OhmConnect monitors energy markets for spikes in power demand. When it sees that the grid is in need of some demand reduction, it sends out text messages to its user-base suggesting energy-saving actions–like doing without the washing machine for an hour. When users sign up for the service, they agree for OhmConnect to monitor their home’s smart meter to understand their historical power usage. The startup compares a home’s energy usage in a given “OhmHour” against the previous 10 weekdays or four weekend days. For instance, if a home is asked to save energy on a Wednesday, the baseline might be an average of their usage at the same time on the previous Tuesday, Monday, Friday, and Thursday.
Tongue says an increasing proportion of customers–up to 19% currently– choose to automate how they respond to requests. For example, they open access to their Nest thermostat to turn down the temperature slightly at the given hour, or they set their home Tesla charging station not to power up during the allotted period.
Persuading so many users to sign up and participate hasn’t been easy, says Tongue. But OhmConnect has gradually become more canny about how it nudges customers into co-operating. For one thing, it operates on a fully opt-out basis. Shortly before an OhmHour, customers receive a message asking whether they want to participate. In other words, you have to make a choice to say you won’t play ball, upping the likelihood that you will.
OhmConnect also plays on a powerful observation from the field of behavioral economics called “loss aversion.” That says that people are more likely to want to avoid losses than make gains. Messages before OhmHours are somewhat guilt-inducing, making it clear that a community of energy-savers is depending on you, the user, to do your bit. Similarly, when people forget to take part, or they opt-out, a message will make it clear that they’ve let down fellow users. Other techniques include deducting points from non-participants and increasing them for people who participate regularly and dependably.
Now that it’s established in California, OhmConnect sees opportunities to grow in other places, including Texas and Toronto, and possibly on the East Coast. The startup makes money by taking a 20% cut on the amounts utilities offer for energy savings. (Tongue won’t give actual dollar numbers or indicate whether the business is profitable yet.) The contract with San Diego Gas & Electric is for 4.5 megawatts of power flexibility on any 20-minute period. In four years, OhmConnect has saved California’s grid 100 megawatts in all, or the equivalent of two peaker plants that no longer need to be fired up in high-demand moments.
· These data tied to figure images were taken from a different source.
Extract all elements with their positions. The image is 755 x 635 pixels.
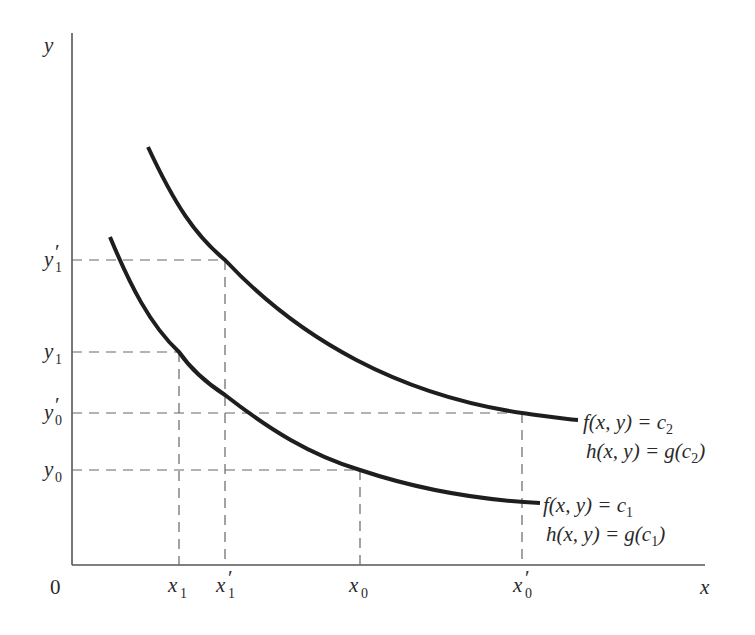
svg-text:0: 0 [55, 413, 62, 428]
svg-text:f(x, y) = c2: f(x, y) = c2 [583, 410, 673, 437]
origin-label: 0 [50, 575, 61, 599]
y-tick-y1: y 1 [42, 339, 62, 367]
svg-text:1: 1 [55, 260, 62, 275]
y-tick-y1-prime: y ′ 1 [42, 240, 62, 275]
svg-text:x: x [215, 573, 226, 597]
svg-text:x: x [512, 573, 523, 597]
y-axis-label: y [42, 33, 54, 57]
svg-text:0: 0 [361, 586, 368, 601]
upper-level-curve [148, 147, 578, 420]
lower-level-curve [110, 237, 540, 503]
svg-text:x: x [167, 573, 178, 597]
svg-text:h(x, y) = g(c1): h(x, y) = g(c1) [546, 522, 665, 549]
y-tick-y0-prime: y ′ 0 [42, 393, 62, 428]
level-curves-diagram: y 0 x y ′ 1 y 1 y ′ 0 y 0 x 1 x ′ 1 x 0 … [0, 0, 755, 635]
svg-text:0: 0 [525, 586, 532, 601]
svg-text:f(x, y) = c1: f(x, y) = c1 [543, 493, 633, 520]
svg-text:1: 1 [228, 586, 235, 601]
svg-text:1: 1 [55, 352, 62, 367]
x-axis-label: x [699, 575, 710, 599]
svg-text:0: 0 [55, 470, 62, 485]
svg-text:y: y [42, 457, 54, 481]
svg-text:1: 1 [180, 586, 187, 601]
y-tick-y0: y 0 [42, 457, 62, 485]
svg-text:y: y [42, 247, 54, 271]
lower-curve-label: f(x, y) = c1 h(x, y) = g(c1) [543, 493, 665, 549]
svg-text:x: x [348, 573, 359, 597]
x-tick-x0: x 0 [348, 573, 368, 601]
upper-curve-label: f(x, y) = c2 h(x, y) = g(c2) [583, 410, 705, 466]
x-tick-x1: x 1 [167, 573, 187, 601]
x-tick-x1-prime: x ′ 1 [215, 566, 235, 601]
svg-text:h(x, y) = g(c2): h(x, y) = g(c2) [586, 439, 705, 466]
svg-text:y: y [42, 339, 54, 363]
svg-text:y: y [42, 400, 54, 424]
x-tick-x0-prime: x ′ 0 [512, 566, 532, 601]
In a report last year, Grand View Research said the demand response market will be worth $35.9 billion by 2025, with the residential sector accounting for about a quarter of that. So there appears plenty of revenue for startups like OhmConnect to go after if it can continue persuading households to participate.
“Consumer awareness is a significant headwind,” Tongue says. “Most people are not aware in California that a company like OhmConnect actually pays out for saving energy. But we do see a lot of the market shifting to an energy sharing model instead of demand response on the commercial side.”
Venture Capital Is Broken. These Women Are Trying to Fix It
Female CEOs get a dismal 2.7 percent of all venture capital, the fuel for building fast-growth companies. Now armies of women are ditching Sand Hill Road and creating their own funding universe. (Photo Credit: Hanna Barczyk)
(Read on Inc)
All great revolutions begin with alcohol. That seems to be the consensus at 9 in the morning on a sunny Friday in August, when 100 women board Dandeana, a three-level, 110-foot yacht about to set sail from Los Angeles's Marina del Rey. Muffins and fruit are mostly ignored as a bartender pours mimosas for the boat's guests, a diverse collection of women that includes attorneys, business coaches, a nurse, a documentary filmmaker, and a grandmother-granddaughter team. In sunglasses and mostly low heels (this is a boat, after all), these women will spend the next three hours plotting to overthrow the boys' club that rules the Silicon Valley venture capital scene.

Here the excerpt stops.